While one side had presented a set of identities to be uplifted, the other side of the generation, the man-o-sphere had taken what was left. It’s a growing but active movement led but not exclusively made up of young men seeking to offer an alternative to the identity politics discourse that didn’t address them at all. Queer-coded Christian influencers, young Libertarians, and Joe Rogan listeners. What unites these competing generational movements is that they are rarely fun- and so I tend to wander away although I do my best to actively explore them in person and online, spooking them with stories of each other, respectively. 


Consensus Conference Crypto Party

A weird third thing is the crypto-sphere. This I also had high hopes for and missed the boat. I had joined the online community of FWB a bit late, a digital web3 social club before meme coins, crypto-scams, and the same derivative online discourse had overtaken them in notoriety. But I did find some interesting people here that had a vision of an internet that was more democratic and less reductive. And that movement is moving in interesting ways. The current CEO, Greg Bresnitz was at that panel I mentioned earlier. I think there are ways that online media has the power to move the cultural pulse in ways that can bring us together, since most of our generation is online. What excites me about folks like FWB is their continuous exploration of culture, ideas, and solutions that are less removed than other similarly powerful forces from the profit motive and more tied to authenticity. On web 2, Facebook, Instagram, and X offer no such alternative. These are the things that have led me to the Media Studies program.



The Secret Door Party DJ

It’s both a personal and professional search that is what will push me to make it mean something. I’m at Art Basel right now, and a health issue has sort of trapped me away from some of the parties. But, that’s ok. While I still have been moving throughout morning art breakfasts, 90-minute workout pop-ups, and most days across the various fairs, I think I've captured enough notes and had enough late-night fun at these spaces. In this edition, I don’t need to see Amaraee in a crowded tent, be behind Travis Scott in the DJ booth or at the BWM x KITH pop-up.
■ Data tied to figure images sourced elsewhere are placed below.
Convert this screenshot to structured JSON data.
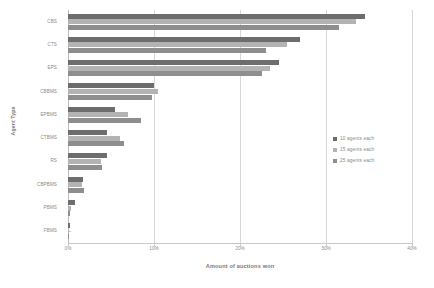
{
  "chart_data": {
    "type": "bar",
    "orientation": "horizontal",
    "title": "",
    "xlabel": "Amount of auctions won",
    "ylabel": "Agent Type",
    "categories": [
      "CBS",
      "CTS",
      "EPS",
      "CBBMS",
      "EPBMS",
      "CTBMS",
      "RS",
      "CBPBMS",
      "PBMS",
      "FBMS"
    ],
    "series": [
      {
        "name": "10 agents each",
        "color": "#6d6d6d",
        "values": [
          34.5,
          27.0,
          24.5,
          10.0,
          5.5,
          4.5,
          4.5,
          1.8,
          0.8,
          0.2
        ]
      },
      {
        "name": "15 agents each",
        "color": "#b3b3b3",
        "values": [
          33.5,
          25.5,
          23.5,
          10.5,
          7.0,
          6.0,
          3.8,
          1.6,
          0.4,
          0.1
        ]
      },
      {
        "name": "25 agents each",
        "color": "#8e8e8e",
        "values": [
          31.5,
          23.0,
          22.5,
          9.8,
          8.5,
          6.5,
          4.0,
          1.9,
          0.2,
          0.1
        ]
      }
    ],
    "xlim": [
      0,
      40
    ],
    "xticks": [
      0,
      10,
      20,
      30,
      40
    ],
    "xtick_labels": [
      "0%",
      "10%",
      "20%",
      "30%",
      "40%"
    ],
    "grid": "vertical",
    "legend_position": "right-middle"
  }
}
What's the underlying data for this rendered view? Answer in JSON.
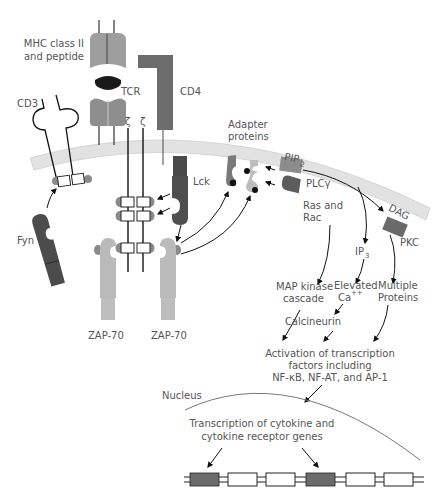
{
  "colors": {
    "membrane": "#e0e0e0",
    "membrane_edge": "#c8c8c8",
    "mhc": "#9a9a9a",
    "tcr": "#8c8c8c",
    "cd4": "#6e6e6e",
    "lck": "#4e4e4e",
    "fyn": "#4e4e4e",
    "zap70": "#b8b8b8",
    "adapter_dark": "#7a7a7a",
    "adapter_light": "#bdbdbd",
    "plc": "#8a8a8a",
    "ras": "#5c5c5c",
    "pkc": "#6a6a6a",
    "itam_cap": "#8a8a8a",
    "gene_exon": "#6c6c6c",
    "line": "#111111",
    "text": "#555555"
  },
  "labels": {
    "mhc_line1": "MHC class II",
    "mhc_line2": "and peptide",
    "tcr": "TCR",
    "cd4": "CD4",
    "cd3": "CD3",
    "zeta1": "ζ",
    "zeta2": "ζ",
    "lck": "Lck",
    "fyn": "Fyn",
    "zap70_left": "ZAP-70",
    "zap70_right": "ZAP-70",
    "adapter_line1": "Adapter",
    "adapter_line2": "proteins",
    "pip2": "PIP",
    "pip2_sub": "2",
    "plc": "PLCγ",
    "ras_line1": "Ras and",
    "ras_line2": "Rac",
    "dag": "DAG",
    "pkc": "PKC",
    "ip3": "IP",
    "ip3_sub": "3",
    "map_line1": "MAP kinase",
    "map_line2": "cascade",
    "ca_line1": "Elevated",
    "ca_line2": "Ca",
    "ca_sup": "++",
    "multi_line1": "Multiple",
    "multi_line2": "Proteins",
    "calcineurin": "Calcineurin",
    "activation_line1": "Activation of transcription",
    "activation_line2": "factors including",
    "activation_line3": "NF-κB, NF-AT, and AP-1",
    "nucleus": "Nucleus",
    "transcription_line1": "Transcription of cytokine and",
    "transcription_line2": "cytokine receptor genes"
  },
  "gene_segments": [
    {
      "type": "exon-shaded"
    },
    {
      "type": "exon-open"
    },
    {
      "type": "exon-open"
    },
    {
      "type": "exon-shaded"
    },
    {
      "type": "exon-open"
    },
    {
      "type": "exon-open"
    }
  ]
}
Once at a film festival afterparty I had gotten into by simply knowing where the secret door was and helping someone else find it, I became known as the “guy with the notebook” occasionally turning my head down in a conversation to jot something to think about later. This didn’t always prove successful as I once got into a party within a party for my bold fashion choices but then was told I couldn’t stay by the organizer.


It’s both a science and art to master the massive lines, complex social rules, and networking at these spaces but nonetheless a rewarding undertaking. As far as depth and meaning in culture, finding those spaces here can feel frivolous. Almost every luxury car brand puts a car in the middle of each art fair, like a high school senior prank, reminding us of who really has the power. 


Porsche Anniversary at SXSW

But the artists and tiny text descriptors next to the images offer clues and ideas about both what was and what can be. Of histories recontextualized and of the way social movements are being cemented into cultural outputs.  Like the other festivals I’ve attended, most of the creatives don’t attend the fair partially due to costs,  but stay glued to the call that their work might have proved profitable. 


As I begin this transition, I’m staying hopeful for the next few years- and what I said today on a call was that it was because of this book. To be sure, the work of political advocacy will be important and we must work to protect those most in harm’s way. At the same time,  I will also study and explore the roots and cultural underpinnings of political discourse and the way they are moving, while continuing to have fun along the way.


Just as Dewitt chronicled the first Trump presidency in New York, I hope to chronicle the second in my time there.